CG: So much of your painting, Jacob Lawrence, since the Migration of the Negro series has centered around Negro, or as is popular today, black subject matter as far as content is concerned. Would you care to comment on that?
JL: Yes. I think this is natural thing. My early beginnings, as most Negroes in the United States, has been the Negro experience. This is all I knew at one time was the Negro experience. My whole background, Negro family, Negro community, everything was Negro. So I think it was natural that I would use this symbol for my expression, you see. And of course this is a development. I did do – I think this is very important to what we’re saying here – several years ago I started an American history series which did not pertain strictly to the Negro theme. But I think even my reason for doing it had something with the Negro consciousness because I wanted to show in doing it how the Negro had participated and to what degree the Negro had participated in American history. And that was my reason for doing this. But if you go through the paintings there are very few Negroes in them. There are Negroes with Washington crossing the Delaware purposely so because I wanted to show how he was so much a natural part of the American experience. So that the one time I did move out from this even that was based on my own Negro experience, both historically and my own personal knowledge, my own personal experience.
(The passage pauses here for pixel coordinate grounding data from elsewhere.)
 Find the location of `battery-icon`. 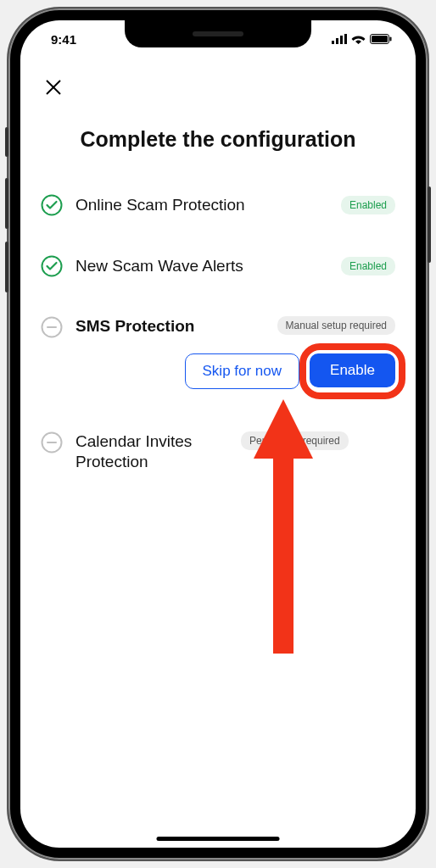

battery-icon is located at coordinates (381, 39).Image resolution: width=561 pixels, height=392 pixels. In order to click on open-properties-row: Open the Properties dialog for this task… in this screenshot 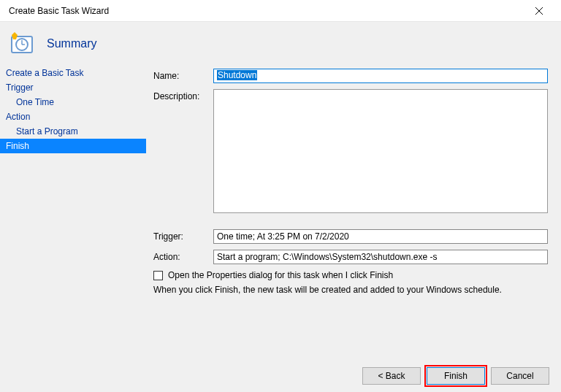, I will do `click(351, 275)`.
JL: Well, that’s how this came about. Since then I have continued this involvement. I like to think that I’ve expanded my interest to include not just the Negro theme but man generally and maybe if this speaks through the Negro I think this is valid also. I don’t like to think of myself as just confined to this. I’ll put it this way, although my themes may deal with the Negro but I would like to think of it as dealing with all people, the struggle of man to always better his condition and to move forward, you see, in a social manner however you may interpret this. I like to think that I have grown and developed to where I can see it in this way.
CG: In other words, you’re concerned about, you feel, as has been said of you, you have achieved a kind of universality in what you’ve done artistically. And you use the materials at hand, you use that which you know best.
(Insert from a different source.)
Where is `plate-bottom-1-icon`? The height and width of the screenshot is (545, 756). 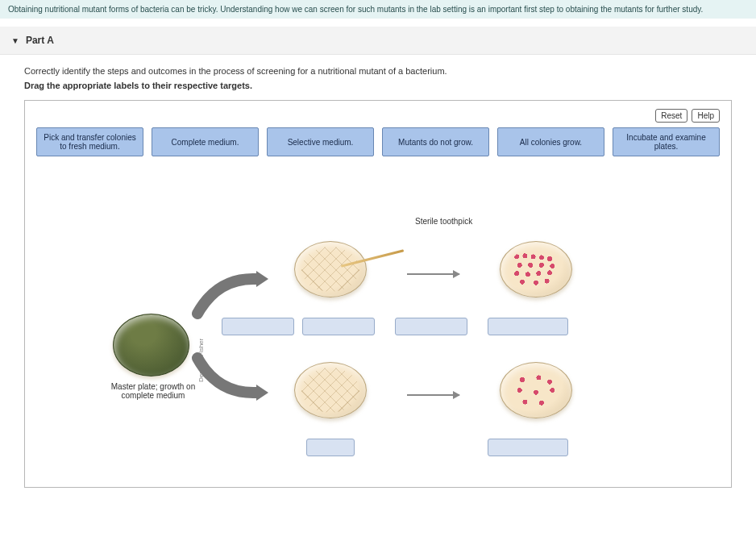 plate-bottom-1-icon is located at coordinates (330, 390).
JL: I would like to think so. I would like to think I’ve been successful in that. Well, I just keep working in that manner. This is what I know. If I can speak, and if my paintings have to make a statement dealing with all mankind I think it has to be done from the Negro point of view. This is what I know. I don’t think the Negro situation is different. It may differ in a small cultural sense but I think all people aspire, all people strive toward a better human condition, a better mental condition generally. And if I can express that through the Negro image I would like to think that I’m making some contribution in this area.